A Eulogy for an Englishman
By Lyn Dade – Communications Director of Reboot
There are those who reference Spitfires and the Dunkirk spirit, warm beer and stiff upper lips, and wrap themselves in the flag of St George but for me my grandfather Arthur Wallace, born 1895, represents the spirit and values of true Englishness. I’ll begin with his story.
Arthur’s parents were one generation away from service. His grandfather was a gardener on a big estate in Hertfordshire and one of his mother’s sisters was cook to the Governor of the Bank of England.
Arthur left school at 14 and went to work for the Civil Service as an office boy. Then came WW1. He volunteered for the Civil Service Rifles in 1915 and deployed to France. His was a reserve battalion, so after France came Thessalonika and then Palestine, before celebrating the Armistice back in France. Like most, he kept his war experiences to himself but he never went ‘abroad’ again – “I saw enough of abroad during the war.” He was demobbed in 1919 – in one piece but with a duodenal ulcer. He went back to work for the Civil Service as a clerk.
He married my grandmother in 1921 and my mother came along in 1923. In the early 1930s he bought a house off the plans with a legacy from his Aunt Bessie – a typical 1930s mock Tudor semi with a big garden. He was the first in his family to own a house. It was his pride and joy.
In 1936 he was seconded to the Ministry of War and travelled the country inspecting factories that could be converted for war production. He was a fire watcher during WW2 and the family stayed together – no evacuation for my mother and uncle. “If we go, we go together.” Arthur was one of only four in his WW1 battalion to come through unscathed. Fatalism was in his bones.
He saw my uncle go to university – the first in the family to do so – and become a plastic surgeon. After his retirement he spent his time in his beloved garden, playing the violin and working on his stamp collection. He loved his grandchildren and told dreadful jokes. He paid every bill the day it arrived. My grandmother died in 1975 and he followed her in 1978. The duodenal ulcer acquired during WW1 had perforated.
My grandfather and his generation saw huge changes during their lifetimes – social, scientific, economic. But what didn’t change was the values they lived by – a code of behaviour that cemented society from top to bottom. They took responsibility for themselves and the wellbeing of others. Honour, decency, respect, duty and public service were their watchwords. And that’s why Arthur Francis Wallace, grandson of a gardener in service, always voted Conservative. He was enough of a Victorian not to worry about the fact that they were all toffs – that was the natural order of things for someone of his generation.
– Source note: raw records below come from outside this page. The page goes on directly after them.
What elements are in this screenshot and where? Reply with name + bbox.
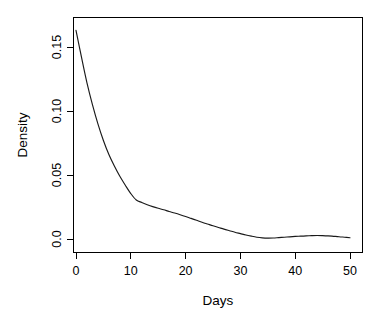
x-axis-title: Days: [203, 293, 234, 308]
y-tick-label: 0.0: [50, 230, 64, 247]
x-tick-label: 0: [73, 264, 80, 278]
y-axis-tick-labels: 0.00.050.100.15: [50, 35, 64, 248]
y-axis-ticks: [67, 47, 74, 239]
x-axis-tick-labels: 01020304050: [73, 264, 357, 278]
x-tick-label: 40: [288, 264, 302, 278]
x-tick-label: 10: [124, 264, 138, 278]
x-axis-ticks: [76, 253, 350, 260]
y-tick-label: 0.10: [50, 99, 64, 123]
x-tick-label: 50: [343, 264, 357, 278]
density-plot-figure: 01020304050 0.00.050.100.15 Days Density: [0, 0, 382, 326]
chart-canvas: 01020304050 0.00.050.100.15 Days Density: [0, 0, 382, 326]
density-curve-series: [76, 30, 350, 238]
plot-box-frame: [74, 18, 363, 253]
y-tick-label: 0.15: [50, 35, 64, 59]
y-tick-label: 0.05: [50, 163, 64, 187]
x-tick-label: 30: [233, 264, 247, 278]
density-curve-path: [76, 30, 350, 238]
x-tick-label: 20: [179, 264, 193, 278]
y-axis-title: Density: [15, 112, 30, 157]
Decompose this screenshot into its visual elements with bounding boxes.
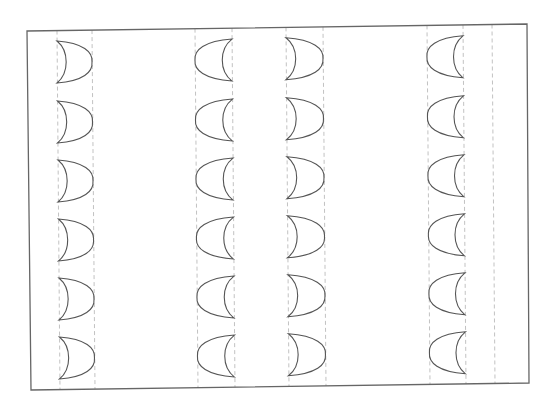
- crescent-shapes: [57, 36, 465, 379]
- crescent-shape: [428, 214, 464, 256]
- crescent-shape: [428, 155, 464, 197]
- crescent-shape: [429, 332, 465, 374]
- dashed-guide-line: [92, 30, 95, 389]
- crescent-shape: [287, 216, 324, 258]
- crescent-shape: [288, 275, 325, 317]
- dashed-guide-lines: [57, 24, 495, 389]
- dashed-guide-line: [286, 27, 289, 386]
- crescent-shape: [429, 273, 465, 315]
- crescent-shape: [58, 219, 93, 261]
- dashed-guide-line: [57, 31, 60, 390]
- dashed-guide-line: [323, 27, 326, 386]
- crescent-shape: [196, 217, 233, 259]
- crescent-shape: [59, 337, 94, 379]
- crescent-shape: [427, 36, 463, 78]
- crescent-shape: [197, 335, 234, 377]
- crescent-shape: [57, 41, 92, 83]
- crescent-shape: [197, 276, 234, 318]
- crescent-shape: [287, 157, 324, 199]
- crescent-shape: [196, 158, 233, 200]
- dashed-guide-line: [427, 25, 430, 384]
- crescent-shape: [195, 39, 232, 81]
- crescent-pattern-sheet: [0, 0, 557, 409]
- crescent-shape: [427, 96, 463, 138]
- crescent-shape: [59, 278, 94, 320]
- dashed-guide-line: [463, 25, 466, 384]
- crescent-shape: [195, 99, 232, 141]
- dashed-guide-line: [195, 29, 198, 388]
- crescent-shape: [58, 160, 93, 202]
- dashed-guide-line: [492, 24, 495, 383]
- dashed-guide-line: [232, 28, 235, 387]
- crescent-shape: [286, 38, 323, 80]
- pattern-drawing: [0, 0, 557, 409]
- crescent-shape: [288, 334, 325, 376]
- crescent-shape: [58, 101, 93, 143]
- crescent-shape: [286, 98, 323, 140]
They may have been paternalistic but they exercised noblesse oblige. There was a basis of shared values. They were gentlemen, and because they were gentlemen they were trusted.
I am so glad he never saw the ravages of Thatcherism and what we now know as neo-liberalism. He would have been so shocked at what ‘his’ party had become. Successive governments – Labour and Conservative – have failed to dismantle her toxic legacy. And the current government has shamelessly taken us to the nadir – a corrupt, populist, narcissistic proto-Fascism beyond anything even Thatcher could have envisaged.
Honour. Decency. Respect. Duty. Public service. My grandfather’s values. English values we can build on. An 18th century constitution won’t do for the 21st century but values are eternal.